Photo by Daria Obymaha from Pexels
“The moment a child is born, the mother is also born. She never existed before. The woman existed, but the mother, never. A mother is something absolutely new.” -Osho
And so we arrive at motherhood. We must nurture this new life being born in us while also caring for that of our newborn babies. The task is absolutely marvelous, miraculous, and at times, feels like bordering on insanity. This has been true of my journey– of seeing Christ born in me in a new way, in this new person that I was becoming, am becoming, as “mother”; a woman in some ways the same, but in other ways, drastically different than who I was before.
I was suddenly faced, in the early days of my motherhood, with the unwanted burden of reconciling the many facets of who I was, while striving to become who I wanted to be. I was caught somewhere in the middle in a sudden, unexpected new mother- identity- crisis.

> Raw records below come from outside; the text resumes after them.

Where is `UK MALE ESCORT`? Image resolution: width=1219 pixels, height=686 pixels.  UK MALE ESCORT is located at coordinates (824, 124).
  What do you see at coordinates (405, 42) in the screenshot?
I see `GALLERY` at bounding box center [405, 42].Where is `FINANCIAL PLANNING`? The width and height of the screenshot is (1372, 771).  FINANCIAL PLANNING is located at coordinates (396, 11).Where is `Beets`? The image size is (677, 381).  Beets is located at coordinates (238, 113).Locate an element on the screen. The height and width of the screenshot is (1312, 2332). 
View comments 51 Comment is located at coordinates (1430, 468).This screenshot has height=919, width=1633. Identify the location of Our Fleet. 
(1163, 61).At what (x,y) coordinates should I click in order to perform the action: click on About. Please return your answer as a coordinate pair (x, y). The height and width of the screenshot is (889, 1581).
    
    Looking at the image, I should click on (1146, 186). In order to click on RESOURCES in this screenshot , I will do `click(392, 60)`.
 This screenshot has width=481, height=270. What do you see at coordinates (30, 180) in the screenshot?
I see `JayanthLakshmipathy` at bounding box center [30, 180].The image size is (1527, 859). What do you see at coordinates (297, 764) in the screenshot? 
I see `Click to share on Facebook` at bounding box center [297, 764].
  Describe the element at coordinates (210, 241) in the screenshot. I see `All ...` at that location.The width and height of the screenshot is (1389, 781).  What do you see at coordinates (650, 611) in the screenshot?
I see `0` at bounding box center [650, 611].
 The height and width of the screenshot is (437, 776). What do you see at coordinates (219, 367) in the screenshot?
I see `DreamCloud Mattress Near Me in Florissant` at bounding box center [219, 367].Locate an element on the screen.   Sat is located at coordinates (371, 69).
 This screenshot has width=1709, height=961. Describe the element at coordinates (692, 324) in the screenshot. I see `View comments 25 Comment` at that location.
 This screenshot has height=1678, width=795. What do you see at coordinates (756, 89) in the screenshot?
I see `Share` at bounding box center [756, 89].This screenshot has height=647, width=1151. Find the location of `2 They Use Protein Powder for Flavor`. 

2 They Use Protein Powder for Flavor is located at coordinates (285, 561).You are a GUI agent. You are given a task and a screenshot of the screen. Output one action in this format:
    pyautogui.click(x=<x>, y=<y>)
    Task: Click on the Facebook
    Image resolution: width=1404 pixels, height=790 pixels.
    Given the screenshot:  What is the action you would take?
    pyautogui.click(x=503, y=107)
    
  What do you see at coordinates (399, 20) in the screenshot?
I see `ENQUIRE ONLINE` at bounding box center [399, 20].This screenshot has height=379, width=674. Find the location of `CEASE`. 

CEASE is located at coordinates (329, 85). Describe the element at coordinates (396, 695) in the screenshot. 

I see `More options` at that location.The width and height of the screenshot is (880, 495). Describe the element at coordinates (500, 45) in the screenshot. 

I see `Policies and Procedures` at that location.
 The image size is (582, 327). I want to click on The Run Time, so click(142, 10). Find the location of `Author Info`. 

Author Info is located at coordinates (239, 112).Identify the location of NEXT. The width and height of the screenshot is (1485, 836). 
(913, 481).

The process of demolition began in my heart. I sat for some time, amidst what felt like many pieces of shattered and jagged glass–some pieces leafed in gold, other pieces rough and unappealing– as I submitted, daily, sometimes hour by hour, to God, and often paused to notice the way he was putting these pieces of me back together into a new tapestry. God seemed to be holding each piece of me up to his light and asking “Now where shall this piece go?” as I acknowledged each jagged tile, wondering how on earth it would all fit together– how the ugly parts would be used as part of the beautiful whole. Like a new basilica which would be built piece by piece, this new mosaic resembled me but was sometimes not a “me” I recognized at all. I was undergoing a reconstruction of the heart and soul that could only be described as Christ being born in me in a new way. I came to understand that these were the growing pains my daughter would also feel, the ones I, as God’s daughter, was experiencing.
Wrestling with these unexpected feelings, I found the grace within to see myself anew, and like a new baby, which clutches to its mother for moment by moment sustenance, warmth, comfort, and security–so vulnerable to the elements, symbiotic for survival–that is how I found myself before God: needy, clinging, desperate.
Two years of this building later, holding my second large needy baby in my arms, who would grow rapidly, soon picking up language and the ability to walk, I was continuing to learn, anew, what it was like to walk hand in hand with the great comforter who was my father, who was also mothering me by sheltering me in his love through all of my vulnerabilities. God was raising me up in this new role and life– entrusting me to raise my own helpless and precious babies.
Motherhood, for me, has been startling, wild, scary, and sacred– and continues to be. In committing to be the best mother I can be, I am faced with the reality of needing to become closer to Jesus, without whom my mothering comes up seriously short, and without whom I am but shattered glass. What’s more, I realize that in learning and knowing my daughter, and now my son, I am continually given new opportunities to become who it is that God has created me to be. I have been given this holy opportunity to know myself and to know my father more intimately, while growing with my kids. All of the pieces continue to come together into the stained glass that is motherhood.